**Dataset records**
────────

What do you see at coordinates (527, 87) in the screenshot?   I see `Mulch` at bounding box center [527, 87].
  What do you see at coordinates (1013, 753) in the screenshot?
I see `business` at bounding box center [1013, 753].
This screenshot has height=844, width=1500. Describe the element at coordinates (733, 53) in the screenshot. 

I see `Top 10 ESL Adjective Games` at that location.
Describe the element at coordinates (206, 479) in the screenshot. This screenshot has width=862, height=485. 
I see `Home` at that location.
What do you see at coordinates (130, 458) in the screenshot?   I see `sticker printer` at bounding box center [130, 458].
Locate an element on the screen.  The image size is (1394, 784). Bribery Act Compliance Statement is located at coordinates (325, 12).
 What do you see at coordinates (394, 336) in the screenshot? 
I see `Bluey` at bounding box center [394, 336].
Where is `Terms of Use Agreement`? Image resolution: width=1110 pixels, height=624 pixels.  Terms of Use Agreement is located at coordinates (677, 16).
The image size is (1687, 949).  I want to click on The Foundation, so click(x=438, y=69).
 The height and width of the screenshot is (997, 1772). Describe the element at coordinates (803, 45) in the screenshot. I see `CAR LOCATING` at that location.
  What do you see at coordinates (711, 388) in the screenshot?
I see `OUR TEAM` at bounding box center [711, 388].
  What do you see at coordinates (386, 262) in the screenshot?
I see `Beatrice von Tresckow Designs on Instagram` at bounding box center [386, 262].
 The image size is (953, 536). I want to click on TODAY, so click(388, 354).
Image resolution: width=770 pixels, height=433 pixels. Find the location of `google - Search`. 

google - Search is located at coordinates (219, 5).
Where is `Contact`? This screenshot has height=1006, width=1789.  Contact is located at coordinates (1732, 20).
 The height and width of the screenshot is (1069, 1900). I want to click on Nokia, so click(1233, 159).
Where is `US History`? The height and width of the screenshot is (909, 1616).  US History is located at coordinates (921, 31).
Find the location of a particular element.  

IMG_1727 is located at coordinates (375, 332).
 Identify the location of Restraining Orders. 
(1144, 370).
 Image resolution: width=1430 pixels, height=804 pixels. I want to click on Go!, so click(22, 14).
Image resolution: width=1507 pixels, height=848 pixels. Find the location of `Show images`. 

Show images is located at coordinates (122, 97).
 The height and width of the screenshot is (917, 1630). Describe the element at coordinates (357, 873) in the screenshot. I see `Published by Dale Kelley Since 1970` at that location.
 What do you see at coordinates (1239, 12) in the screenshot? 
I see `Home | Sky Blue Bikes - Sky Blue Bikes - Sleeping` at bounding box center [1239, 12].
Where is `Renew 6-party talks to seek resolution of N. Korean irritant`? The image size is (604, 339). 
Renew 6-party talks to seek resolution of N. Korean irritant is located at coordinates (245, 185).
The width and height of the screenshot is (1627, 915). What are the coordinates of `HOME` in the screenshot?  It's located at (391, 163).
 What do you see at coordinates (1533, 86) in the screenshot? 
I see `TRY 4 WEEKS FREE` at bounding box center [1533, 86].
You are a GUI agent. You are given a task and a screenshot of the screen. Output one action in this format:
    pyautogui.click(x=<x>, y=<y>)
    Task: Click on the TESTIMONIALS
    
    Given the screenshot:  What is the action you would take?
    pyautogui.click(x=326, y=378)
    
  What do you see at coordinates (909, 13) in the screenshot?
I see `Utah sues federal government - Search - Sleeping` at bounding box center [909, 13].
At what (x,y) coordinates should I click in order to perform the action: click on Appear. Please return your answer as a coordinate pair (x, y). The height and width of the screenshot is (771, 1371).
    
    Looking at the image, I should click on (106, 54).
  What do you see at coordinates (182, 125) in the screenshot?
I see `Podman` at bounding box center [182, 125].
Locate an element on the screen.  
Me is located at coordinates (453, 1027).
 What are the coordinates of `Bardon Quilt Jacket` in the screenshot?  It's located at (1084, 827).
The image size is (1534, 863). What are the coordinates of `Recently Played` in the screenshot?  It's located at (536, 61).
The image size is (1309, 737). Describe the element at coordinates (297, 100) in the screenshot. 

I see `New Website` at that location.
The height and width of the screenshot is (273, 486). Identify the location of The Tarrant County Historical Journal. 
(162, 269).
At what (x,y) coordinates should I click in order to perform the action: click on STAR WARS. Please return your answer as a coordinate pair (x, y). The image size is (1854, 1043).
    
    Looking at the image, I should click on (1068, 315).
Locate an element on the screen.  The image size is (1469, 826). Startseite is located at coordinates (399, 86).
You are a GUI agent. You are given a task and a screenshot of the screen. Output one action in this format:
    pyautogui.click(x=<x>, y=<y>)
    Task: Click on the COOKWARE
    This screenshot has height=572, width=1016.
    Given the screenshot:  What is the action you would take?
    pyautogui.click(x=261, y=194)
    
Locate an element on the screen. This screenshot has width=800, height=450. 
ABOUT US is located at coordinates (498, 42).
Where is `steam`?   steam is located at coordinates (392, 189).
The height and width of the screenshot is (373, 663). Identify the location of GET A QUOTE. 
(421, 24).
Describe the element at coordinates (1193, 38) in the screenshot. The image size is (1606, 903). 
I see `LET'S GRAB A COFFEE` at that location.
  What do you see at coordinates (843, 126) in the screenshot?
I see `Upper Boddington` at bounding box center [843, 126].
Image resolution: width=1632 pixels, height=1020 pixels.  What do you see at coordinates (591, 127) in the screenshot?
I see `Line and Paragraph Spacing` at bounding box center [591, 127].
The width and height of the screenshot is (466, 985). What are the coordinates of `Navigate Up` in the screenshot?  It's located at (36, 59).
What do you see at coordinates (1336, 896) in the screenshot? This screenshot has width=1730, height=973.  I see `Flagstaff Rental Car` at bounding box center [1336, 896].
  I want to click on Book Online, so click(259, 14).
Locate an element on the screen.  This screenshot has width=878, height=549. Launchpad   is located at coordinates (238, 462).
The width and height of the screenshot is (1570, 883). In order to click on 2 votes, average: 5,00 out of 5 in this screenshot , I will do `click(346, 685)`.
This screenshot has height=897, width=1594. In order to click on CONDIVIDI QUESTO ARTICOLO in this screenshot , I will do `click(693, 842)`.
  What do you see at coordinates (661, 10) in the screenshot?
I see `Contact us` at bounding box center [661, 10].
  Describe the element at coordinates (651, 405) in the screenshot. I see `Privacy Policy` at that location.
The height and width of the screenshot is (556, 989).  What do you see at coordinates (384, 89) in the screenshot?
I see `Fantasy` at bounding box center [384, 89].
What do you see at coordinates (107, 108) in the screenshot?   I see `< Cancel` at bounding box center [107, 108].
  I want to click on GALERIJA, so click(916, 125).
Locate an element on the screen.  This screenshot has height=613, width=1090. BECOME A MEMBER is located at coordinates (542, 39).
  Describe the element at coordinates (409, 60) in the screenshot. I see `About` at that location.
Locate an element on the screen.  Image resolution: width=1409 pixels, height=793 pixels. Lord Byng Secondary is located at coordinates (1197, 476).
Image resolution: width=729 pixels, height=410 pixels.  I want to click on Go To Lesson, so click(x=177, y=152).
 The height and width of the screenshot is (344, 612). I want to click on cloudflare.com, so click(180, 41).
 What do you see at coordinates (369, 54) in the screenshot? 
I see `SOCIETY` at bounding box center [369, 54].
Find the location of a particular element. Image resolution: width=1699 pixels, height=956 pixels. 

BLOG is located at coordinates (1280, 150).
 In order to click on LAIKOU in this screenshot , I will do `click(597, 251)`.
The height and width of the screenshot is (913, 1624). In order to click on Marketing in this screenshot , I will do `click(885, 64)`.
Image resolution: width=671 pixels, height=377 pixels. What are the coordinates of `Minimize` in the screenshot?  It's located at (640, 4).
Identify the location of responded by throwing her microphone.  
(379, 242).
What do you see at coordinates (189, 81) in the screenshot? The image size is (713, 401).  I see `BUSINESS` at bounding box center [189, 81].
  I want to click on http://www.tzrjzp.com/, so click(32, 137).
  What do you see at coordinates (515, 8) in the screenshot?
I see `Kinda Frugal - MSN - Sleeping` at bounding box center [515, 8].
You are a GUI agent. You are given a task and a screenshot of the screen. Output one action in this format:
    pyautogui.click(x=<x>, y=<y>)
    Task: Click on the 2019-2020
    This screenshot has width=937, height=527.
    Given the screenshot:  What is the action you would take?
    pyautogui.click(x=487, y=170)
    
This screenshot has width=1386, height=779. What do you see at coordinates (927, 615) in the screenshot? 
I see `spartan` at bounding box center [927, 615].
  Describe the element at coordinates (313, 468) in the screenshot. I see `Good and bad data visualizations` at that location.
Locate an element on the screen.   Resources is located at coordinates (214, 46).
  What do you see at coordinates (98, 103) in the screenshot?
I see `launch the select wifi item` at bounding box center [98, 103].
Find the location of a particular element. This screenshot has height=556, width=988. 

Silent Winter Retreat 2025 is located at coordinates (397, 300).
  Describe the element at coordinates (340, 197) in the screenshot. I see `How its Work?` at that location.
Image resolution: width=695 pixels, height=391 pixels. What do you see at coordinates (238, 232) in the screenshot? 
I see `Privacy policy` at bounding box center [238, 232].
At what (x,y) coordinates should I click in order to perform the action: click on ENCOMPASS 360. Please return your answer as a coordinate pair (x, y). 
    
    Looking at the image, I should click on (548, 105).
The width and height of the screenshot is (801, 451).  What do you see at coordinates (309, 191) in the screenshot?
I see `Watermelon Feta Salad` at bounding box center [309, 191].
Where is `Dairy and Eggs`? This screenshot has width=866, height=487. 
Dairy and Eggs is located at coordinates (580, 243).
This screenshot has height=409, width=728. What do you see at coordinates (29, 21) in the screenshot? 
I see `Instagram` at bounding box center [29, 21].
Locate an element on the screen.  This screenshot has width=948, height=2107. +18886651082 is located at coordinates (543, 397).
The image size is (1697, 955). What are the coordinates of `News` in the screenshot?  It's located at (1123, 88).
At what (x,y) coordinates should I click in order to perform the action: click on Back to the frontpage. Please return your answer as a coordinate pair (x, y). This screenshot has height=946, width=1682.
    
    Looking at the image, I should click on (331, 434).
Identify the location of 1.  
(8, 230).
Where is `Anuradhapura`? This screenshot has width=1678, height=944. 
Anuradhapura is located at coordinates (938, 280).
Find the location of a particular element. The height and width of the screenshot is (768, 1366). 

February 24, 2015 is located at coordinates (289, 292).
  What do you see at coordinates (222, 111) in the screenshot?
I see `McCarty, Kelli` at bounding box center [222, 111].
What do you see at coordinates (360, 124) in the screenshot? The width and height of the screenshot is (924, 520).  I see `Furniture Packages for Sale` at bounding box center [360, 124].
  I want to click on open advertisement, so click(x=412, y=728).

────────

**Directions for this task**
Print exactly the lines above from the one with "Image resolution: width=1507" to the one with "The width and height of the screenshot is (1627, 915).", including both.

**Answer box**
Image resolution: width=1507 pixels, height=848 pixels. Find the location of `Show images`. 

Show images is located at coordinates (122, 97).
 The height and width of the screenshot is (917, 1630). Describe the element at coordinates (357, 873) in the screenshot. I see `Published by Dale Kelley Since 1970` at that location.
 What do you see at coordinates (1239, 12) in the screenshot? 
I see `Home | Sky Blue Bikes - Sky Blue Bikes - Sleeping` at bounding box center [1239, 12].
Where is `Renew 6-party talks to seek resolution of N. Korean irritant`? The image size is (604, 339). 
Renew 6-party talks to seek resolution of N. Korean irritant is located at coordinates (245, 185).
The width and height of the screenshot is (1627, 915). What are the coordinates of `HOME` in the screenshot?  It's located at (391, 163).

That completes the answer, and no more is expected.